Justin Holcomb, a University of Virginia professor, has just returned from a trip where he worked with chaplains in South Sudan. An article in today's Daily Progress by Melanie Mayhew entitled "Professor inspired by Sudan chaplains" says the chaplains asked Holcomb to share their story in the hope that the international community will get involved in bringing about Sudanese peace. Here is part of it, in snippets from the article:
Despite the extreme danger, Holcomb, 31, has repeatedly returned to the Sudan to help pave the way to peace, one chaplain at a time.
He spends one-month stints training chaplains to serve as intermediaries between the northern Sudanese government, the southern Sudanese rebel army SPLM, soldiers, prisoners of war, civilians and the various military or militia organizations. The chaplains' selfless ministry transcends politics, religion, language, ethnicity - and war, he said.
Holcomb teaches the Christian chaplains biblical and theological studies and asks each chaplain to read the Koran.
During his trips to the south of Sudan, Holcomb has seen the horrifying remnants of one of Africa's longest-running wars between the Christian and animist South and the Muslim, Arab-speaking North. In one village, he saw the site of the mass murder of 10 male villagers who were butchered with machetes in front of their family and friends. The killers put the remains in a pot and force-fed them to villagers, Holcomb said.
Civilians in the Sudan deal with constant attacks, and not just from the north, Holcomb said. A Christian terrorist group, the Lord's Resistance Army, abducts southern Sudanese children and attacks women at water wells. The group's campaign of demoralization includes cutting off mothers' breasts so they can't feed their children, beating babies in front of their mothers and severing mothers' lips and ears so they can't communicate with their children, Holcomb said.
"Terror is an amazing way to control," said Holcomb, who's seen a woman with her lips reattached after one of these attacks.
"I look at American culture through a completely different lens," he said. "It causes me to interpret success differently."
"The chaplains in the SPLA are my heroes," he said. "They do the stuff with their lives that I theorize about."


▶ _WHAT IS EXPECTED_: Your task is to transcribe the entries below exactly, beginning with the line containing "xyxy pixel coordinates" and ending with the final line, and to add nothing else.

[Component data from apps and pages]
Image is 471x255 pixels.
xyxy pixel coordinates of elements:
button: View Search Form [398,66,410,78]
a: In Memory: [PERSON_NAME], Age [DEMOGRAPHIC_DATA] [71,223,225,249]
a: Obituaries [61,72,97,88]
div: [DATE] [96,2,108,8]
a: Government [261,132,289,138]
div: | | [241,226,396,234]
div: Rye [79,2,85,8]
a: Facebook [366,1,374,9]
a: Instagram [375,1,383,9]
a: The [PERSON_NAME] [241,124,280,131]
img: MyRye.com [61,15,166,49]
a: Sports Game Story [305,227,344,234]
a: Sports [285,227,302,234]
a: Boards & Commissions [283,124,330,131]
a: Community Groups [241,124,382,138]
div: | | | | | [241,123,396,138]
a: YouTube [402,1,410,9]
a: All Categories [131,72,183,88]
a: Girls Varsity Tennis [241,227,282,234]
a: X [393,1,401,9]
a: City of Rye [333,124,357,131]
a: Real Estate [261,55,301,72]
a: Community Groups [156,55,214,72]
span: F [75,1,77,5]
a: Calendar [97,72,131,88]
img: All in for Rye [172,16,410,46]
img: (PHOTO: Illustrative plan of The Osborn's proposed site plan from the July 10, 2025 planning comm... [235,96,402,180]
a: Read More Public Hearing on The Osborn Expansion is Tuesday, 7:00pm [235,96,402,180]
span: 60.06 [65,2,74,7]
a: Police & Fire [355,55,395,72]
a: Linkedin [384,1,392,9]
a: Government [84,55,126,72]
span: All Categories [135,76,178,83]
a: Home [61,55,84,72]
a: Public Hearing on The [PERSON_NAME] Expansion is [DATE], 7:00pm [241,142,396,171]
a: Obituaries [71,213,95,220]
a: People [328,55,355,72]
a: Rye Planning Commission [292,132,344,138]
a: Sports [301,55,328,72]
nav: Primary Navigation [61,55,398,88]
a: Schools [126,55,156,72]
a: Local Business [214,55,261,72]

▶ _TASK RESPONSE_:
xyxy pixel coordinates of elements:
button: View Search Form [398,66,410,78]
a: In Memory: [PERSON_NAME], Age [DEMOGRAPHIC_DATA] [71,223,225,249]
a: Obituaries [61,72,97,88]
div: [DATE] [96,2,108,8]
a: Government [261,132,289,138]
div: | | [241,226,396,234]
div: Rye [79,2,85,8]
a: Facebook [366,1,374,9]
a: Instagram [375,1,383,9]
a: The [PERSON_NAME] [241,124,280,131]
img: MyRye.com [61,15,166,49]
a: Sports Game Story [305,227,344,234]
a: Sports [285,227,302,234]
a: Boards & Commissions [283,124,330,131]
a: Community Groups [241,124,382,138]
div: | | | | | [241,123,396,138]
a: YouTube [402,1,410,9]
a: All Categories [131,72,183,88]
a: Girls Varsity Tennis [241,227,282,234]
a: X [393,1,401,9]
a: City of Rye [333,124,357,131]
a: Real Estate [261,55,301,72]
a: Community Groups [156,55,214,72]
span: F [75,1,77,5]
a: Calendar [97,72,131,88]
img: All in for Rye [172,16,410,46]
img: (PHOTO: Illustrative plan of The Osborn's proposed site plan from the July 10, 2025 planning comm... [235,96,402,180]
a: Read More Public Hearing on The Osborn Expansion is Tuesday, 7:00pm [235,96,402,180]
span: 60.06 [65,2,74,7]
a: Police & Fire [355,55,395,72]
a: Linkedin [384,1,392,9]
a: Government [84,55,126,72]
span: All Categories [135,76,178,83]
a: Home [61,55,84,72]
a: Public Hearing on The [PERSON_NAME] Expansion is [DATE], 7:00pm [241,142,396,171]
a: Obituaries [71,213,95,220]
a: People [328,55,355,72]
a: Rye Planning Commission [292,132,344,138]
a: Sports [301,55,328,72]
nav: Primary Navigation [61,55,398,88]
a: Schools [126,55,156,72]
a: Local Business [214,55,261,72]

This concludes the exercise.